Somalia has launched an urgent investigation into a significant breach of its electronic visa platform, confirming that sensitive applicant information was compromised in an incident that has heightened domestic anxiety and triggered international scrutiny. The breach surfaced late last week after fragments of personal data began appearing online, prompting concern from travelers, regional partners and cybersecurity analysts about the integrity of one of the government’s most relied upon digital services.

Officials in Mogadishu acknowledged on Sunday that the breach involved unauthorized access to parts of the e-visa database, although they declined to specify the volume or categories of data affected. The system handles thousands of visa applications each month, ranging from business travelers and humanitarian personnel to diaspora Somalis returning from Europe, North America and the Gulf. Its compromised state has raised alarms across a region where governments increasingly depend on digital platforms to process cross border movement but often lack robust cybersecurity protections to match the scale of adoption.

Authorities said a formal forensics review is underway led by Somalia’s National Communications Authority in coordination with cybersecurity units within the Ministry of Interior and the Ministry of Foreign Affairs. The government said it is working with international partners to determine whether the attack originated from criminal groups seeking financial gain or state linked actors probing vulnerabilities in a politically fragile region. Early assessments suggest the attackers gained access through a misconfigured server interface that exposed parts of the application backend to external queries, a scenario cybersecurity researchers say is both common and preventable.

The breach has unfolded at a sensitive moment for Somalia, which has been attempting to modernize its public administration systems while battling persistent threats from militant groups, criminal networks and foreign influence campaigns. The electronic visa platform was introduced to streamline travel, attract investment and reduce corruption associated with manual visa processing. Its compromise not only threatens the privacy of applicants but raises broader questions about digital resilience and trust in e-government services.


- _Prompt_:
Only the stretch of the listing below that runs from the line with "Describe the element at coordinates (587, 226)" through the line with "Image resolution: width=927" is to be printed, exactly and with both ends.

* * * * * * * * *

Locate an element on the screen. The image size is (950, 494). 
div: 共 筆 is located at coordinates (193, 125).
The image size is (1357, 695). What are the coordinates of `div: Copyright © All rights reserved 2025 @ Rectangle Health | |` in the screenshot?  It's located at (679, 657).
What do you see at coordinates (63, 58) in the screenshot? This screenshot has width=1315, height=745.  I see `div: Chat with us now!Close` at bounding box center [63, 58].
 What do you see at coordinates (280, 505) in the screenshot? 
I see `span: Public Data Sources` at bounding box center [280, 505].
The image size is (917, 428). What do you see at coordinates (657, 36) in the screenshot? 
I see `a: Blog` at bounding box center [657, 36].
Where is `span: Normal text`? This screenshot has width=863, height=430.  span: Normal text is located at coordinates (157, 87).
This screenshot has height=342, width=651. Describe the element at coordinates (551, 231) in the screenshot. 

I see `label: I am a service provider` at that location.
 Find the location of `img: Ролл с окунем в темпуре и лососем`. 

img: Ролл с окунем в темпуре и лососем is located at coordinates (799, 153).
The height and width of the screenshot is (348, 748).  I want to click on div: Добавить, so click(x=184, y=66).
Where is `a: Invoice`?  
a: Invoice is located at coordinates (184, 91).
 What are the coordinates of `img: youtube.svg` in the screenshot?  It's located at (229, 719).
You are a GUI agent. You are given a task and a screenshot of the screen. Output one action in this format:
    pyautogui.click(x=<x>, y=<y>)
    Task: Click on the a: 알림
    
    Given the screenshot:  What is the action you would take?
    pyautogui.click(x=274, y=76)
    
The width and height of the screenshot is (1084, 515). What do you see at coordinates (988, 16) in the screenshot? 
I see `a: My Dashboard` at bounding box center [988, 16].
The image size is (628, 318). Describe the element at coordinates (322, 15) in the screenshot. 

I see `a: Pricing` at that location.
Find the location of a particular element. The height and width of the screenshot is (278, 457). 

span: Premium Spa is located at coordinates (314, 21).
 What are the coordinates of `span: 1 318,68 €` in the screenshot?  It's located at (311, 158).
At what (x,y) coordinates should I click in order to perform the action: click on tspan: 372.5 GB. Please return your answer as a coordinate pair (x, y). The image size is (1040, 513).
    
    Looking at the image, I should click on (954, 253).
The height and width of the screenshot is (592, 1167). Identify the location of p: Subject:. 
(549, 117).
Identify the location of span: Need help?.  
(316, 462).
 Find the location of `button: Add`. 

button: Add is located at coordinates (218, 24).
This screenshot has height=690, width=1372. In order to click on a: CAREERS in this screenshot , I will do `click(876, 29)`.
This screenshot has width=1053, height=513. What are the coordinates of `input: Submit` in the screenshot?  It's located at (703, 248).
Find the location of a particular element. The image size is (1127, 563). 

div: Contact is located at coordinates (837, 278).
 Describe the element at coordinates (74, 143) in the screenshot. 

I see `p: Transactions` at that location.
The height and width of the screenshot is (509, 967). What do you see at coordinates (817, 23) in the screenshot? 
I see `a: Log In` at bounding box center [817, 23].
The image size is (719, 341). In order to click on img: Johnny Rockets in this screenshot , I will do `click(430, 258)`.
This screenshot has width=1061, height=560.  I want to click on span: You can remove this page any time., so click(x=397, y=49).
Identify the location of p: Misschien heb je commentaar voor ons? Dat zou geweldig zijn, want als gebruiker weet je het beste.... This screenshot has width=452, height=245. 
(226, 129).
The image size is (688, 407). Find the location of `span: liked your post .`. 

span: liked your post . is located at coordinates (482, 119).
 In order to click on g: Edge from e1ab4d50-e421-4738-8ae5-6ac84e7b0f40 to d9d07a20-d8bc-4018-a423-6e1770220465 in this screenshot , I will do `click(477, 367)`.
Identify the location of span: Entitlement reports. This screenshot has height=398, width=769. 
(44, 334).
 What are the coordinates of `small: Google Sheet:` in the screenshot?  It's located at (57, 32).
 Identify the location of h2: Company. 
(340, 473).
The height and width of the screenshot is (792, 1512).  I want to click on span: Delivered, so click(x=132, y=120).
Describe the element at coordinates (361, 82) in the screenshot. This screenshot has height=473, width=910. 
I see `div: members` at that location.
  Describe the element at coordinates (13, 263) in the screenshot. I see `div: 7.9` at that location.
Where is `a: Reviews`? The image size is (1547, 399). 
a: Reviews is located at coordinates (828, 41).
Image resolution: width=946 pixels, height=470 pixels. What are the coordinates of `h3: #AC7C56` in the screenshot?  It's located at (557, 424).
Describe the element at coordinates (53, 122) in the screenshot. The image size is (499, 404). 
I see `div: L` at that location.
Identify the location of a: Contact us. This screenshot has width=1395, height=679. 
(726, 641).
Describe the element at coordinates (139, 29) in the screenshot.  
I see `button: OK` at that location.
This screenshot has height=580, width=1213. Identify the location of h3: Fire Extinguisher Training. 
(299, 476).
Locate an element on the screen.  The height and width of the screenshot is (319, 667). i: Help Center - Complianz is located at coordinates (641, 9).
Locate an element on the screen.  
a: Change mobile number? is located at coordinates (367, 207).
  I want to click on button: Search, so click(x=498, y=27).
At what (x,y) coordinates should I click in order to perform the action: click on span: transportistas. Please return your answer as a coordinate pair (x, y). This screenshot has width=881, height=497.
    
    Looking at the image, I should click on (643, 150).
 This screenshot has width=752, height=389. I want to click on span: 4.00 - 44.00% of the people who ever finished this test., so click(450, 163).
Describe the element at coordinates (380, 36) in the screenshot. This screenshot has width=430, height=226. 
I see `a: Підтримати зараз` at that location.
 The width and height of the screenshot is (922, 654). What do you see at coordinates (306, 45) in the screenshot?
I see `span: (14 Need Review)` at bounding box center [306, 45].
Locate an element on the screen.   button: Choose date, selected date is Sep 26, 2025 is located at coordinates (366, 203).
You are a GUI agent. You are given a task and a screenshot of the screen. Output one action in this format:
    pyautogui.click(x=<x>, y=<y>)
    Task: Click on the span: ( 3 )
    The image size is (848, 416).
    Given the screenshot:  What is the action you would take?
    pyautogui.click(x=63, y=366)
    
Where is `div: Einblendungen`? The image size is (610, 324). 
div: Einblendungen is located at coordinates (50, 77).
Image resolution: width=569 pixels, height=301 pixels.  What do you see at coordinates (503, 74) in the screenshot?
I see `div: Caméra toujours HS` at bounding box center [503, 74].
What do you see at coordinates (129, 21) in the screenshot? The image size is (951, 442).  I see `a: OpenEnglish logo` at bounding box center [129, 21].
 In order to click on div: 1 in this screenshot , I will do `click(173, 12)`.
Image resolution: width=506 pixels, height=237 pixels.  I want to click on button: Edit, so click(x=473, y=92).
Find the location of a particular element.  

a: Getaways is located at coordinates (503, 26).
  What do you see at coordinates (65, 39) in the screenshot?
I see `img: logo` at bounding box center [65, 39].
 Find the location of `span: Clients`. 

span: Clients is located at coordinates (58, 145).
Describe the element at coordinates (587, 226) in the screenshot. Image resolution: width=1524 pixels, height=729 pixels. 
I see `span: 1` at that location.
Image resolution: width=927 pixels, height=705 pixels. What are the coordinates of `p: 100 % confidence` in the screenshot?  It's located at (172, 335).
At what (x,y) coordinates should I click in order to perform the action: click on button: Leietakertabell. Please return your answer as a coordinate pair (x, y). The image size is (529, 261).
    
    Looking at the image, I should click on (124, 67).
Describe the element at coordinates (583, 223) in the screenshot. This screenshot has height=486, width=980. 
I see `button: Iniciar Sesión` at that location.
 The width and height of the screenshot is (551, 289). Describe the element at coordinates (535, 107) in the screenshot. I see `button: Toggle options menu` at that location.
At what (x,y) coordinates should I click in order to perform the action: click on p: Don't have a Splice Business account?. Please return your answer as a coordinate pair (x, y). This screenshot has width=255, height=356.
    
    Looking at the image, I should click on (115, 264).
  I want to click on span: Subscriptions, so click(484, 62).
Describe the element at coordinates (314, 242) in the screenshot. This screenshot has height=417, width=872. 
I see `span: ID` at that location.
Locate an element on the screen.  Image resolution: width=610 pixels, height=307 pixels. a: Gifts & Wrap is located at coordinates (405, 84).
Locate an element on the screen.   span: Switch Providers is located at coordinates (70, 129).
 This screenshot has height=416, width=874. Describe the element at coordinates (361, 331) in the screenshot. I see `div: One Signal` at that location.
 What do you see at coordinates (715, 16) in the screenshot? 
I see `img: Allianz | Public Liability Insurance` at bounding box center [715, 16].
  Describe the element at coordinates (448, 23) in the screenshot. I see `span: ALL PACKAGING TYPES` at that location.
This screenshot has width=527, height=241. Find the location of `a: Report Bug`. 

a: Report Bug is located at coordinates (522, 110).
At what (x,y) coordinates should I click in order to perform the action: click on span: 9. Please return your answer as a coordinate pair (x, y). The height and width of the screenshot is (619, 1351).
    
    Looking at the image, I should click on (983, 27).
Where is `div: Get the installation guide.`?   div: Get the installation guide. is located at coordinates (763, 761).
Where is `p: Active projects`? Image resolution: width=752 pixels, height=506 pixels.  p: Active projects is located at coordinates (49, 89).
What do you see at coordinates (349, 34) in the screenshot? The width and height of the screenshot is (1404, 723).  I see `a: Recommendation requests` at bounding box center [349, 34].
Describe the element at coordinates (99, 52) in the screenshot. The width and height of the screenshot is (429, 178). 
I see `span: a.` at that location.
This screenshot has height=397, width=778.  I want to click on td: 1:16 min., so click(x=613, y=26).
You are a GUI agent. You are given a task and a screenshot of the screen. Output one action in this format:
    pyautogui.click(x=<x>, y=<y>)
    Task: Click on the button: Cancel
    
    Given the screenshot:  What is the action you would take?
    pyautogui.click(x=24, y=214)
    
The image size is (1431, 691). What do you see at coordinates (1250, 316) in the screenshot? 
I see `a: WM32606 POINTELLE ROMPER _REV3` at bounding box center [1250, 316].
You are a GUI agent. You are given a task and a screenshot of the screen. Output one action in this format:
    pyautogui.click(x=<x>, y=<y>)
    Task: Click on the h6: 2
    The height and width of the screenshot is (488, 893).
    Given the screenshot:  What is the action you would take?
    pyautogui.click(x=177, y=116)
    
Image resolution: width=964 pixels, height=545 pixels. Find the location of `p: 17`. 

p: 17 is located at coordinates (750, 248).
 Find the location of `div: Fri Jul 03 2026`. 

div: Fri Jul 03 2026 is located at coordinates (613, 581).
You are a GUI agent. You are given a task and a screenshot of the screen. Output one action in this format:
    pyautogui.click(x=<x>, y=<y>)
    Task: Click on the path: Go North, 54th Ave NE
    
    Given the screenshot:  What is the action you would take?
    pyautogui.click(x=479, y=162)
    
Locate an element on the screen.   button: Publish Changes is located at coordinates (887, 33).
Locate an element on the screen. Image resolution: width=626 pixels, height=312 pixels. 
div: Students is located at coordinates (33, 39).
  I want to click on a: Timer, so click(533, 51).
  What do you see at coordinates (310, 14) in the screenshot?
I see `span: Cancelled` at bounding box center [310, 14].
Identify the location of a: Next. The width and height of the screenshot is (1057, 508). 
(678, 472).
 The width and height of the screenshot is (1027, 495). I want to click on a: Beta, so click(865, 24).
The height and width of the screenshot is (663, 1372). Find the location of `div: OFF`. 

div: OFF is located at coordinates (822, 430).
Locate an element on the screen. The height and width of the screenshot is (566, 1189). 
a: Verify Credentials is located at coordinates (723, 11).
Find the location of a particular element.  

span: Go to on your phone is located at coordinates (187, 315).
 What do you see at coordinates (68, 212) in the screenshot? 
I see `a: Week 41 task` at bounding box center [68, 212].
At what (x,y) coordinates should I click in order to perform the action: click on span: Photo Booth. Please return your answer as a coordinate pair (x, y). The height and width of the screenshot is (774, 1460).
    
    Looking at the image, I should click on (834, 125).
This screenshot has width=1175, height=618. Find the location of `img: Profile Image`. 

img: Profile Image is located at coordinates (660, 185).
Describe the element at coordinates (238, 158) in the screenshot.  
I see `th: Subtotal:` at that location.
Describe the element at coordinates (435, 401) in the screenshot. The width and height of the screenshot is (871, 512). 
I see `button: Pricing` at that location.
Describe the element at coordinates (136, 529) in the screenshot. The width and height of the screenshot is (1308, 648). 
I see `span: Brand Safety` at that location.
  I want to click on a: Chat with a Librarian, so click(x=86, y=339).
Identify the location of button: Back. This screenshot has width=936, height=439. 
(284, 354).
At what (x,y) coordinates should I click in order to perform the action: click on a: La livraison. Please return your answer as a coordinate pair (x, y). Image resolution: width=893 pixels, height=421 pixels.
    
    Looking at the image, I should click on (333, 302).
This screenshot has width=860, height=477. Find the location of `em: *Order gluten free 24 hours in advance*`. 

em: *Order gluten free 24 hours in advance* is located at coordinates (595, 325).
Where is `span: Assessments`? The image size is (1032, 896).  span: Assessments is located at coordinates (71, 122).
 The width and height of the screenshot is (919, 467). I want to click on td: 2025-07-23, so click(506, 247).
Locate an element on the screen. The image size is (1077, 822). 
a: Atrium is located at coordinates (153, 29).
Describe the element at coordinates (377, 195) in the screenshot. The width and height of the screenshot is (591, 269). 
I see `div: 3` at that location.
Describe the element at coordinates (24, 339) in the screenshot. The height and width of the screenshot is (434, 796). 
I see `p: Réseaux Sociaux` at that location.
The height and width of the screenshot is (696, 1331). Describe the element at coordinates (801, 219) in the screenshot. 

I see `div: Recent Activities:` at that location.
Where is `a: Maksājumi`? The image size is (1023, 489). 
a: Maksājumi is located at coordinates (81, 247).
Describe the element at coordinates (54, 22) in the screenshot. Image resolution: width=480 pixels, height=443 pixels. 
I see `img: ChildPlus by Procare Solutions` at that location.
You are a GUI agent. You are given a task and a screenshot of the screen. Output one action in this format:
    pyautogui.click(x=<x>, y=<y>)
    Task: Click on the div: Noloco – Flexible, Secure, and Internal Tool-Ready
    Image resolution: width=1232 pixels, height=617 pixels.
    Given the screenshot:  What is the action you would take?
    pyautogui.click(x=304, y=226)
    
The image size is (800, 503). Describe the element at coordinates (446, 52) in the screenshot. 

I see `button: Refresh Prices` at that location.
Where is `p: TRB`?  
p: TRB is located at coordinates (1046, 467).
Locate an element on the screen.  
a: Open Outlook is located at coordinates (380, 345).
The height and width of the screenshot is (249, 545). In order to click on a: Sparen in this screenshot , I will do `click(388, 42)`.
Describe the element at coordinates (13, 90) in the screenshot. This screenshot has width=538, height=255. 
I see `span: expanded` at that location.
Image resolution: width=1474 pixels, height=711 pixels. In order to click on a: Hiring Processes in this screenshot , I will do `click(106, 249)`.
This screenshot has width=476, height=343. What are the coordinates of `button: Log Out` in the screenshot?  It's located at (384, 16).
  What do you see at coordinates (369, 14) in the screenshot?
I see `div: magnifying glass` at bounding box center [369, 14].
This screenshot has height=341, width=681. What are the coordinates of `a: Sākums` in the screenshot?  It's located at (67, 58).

* * * * * * * * *

- _Task response_:
Describe the element at coordinates (587, 226) in the screenshot. Image resolution: width=1524 pixels, height=729 pixels. 
I see `span: 1` at that location.
Image resolution: width=927 pixels, height=705 pixels. What are the coordinates of `p: 100 % confidence` in the screenshot?  It's located at (172, 335).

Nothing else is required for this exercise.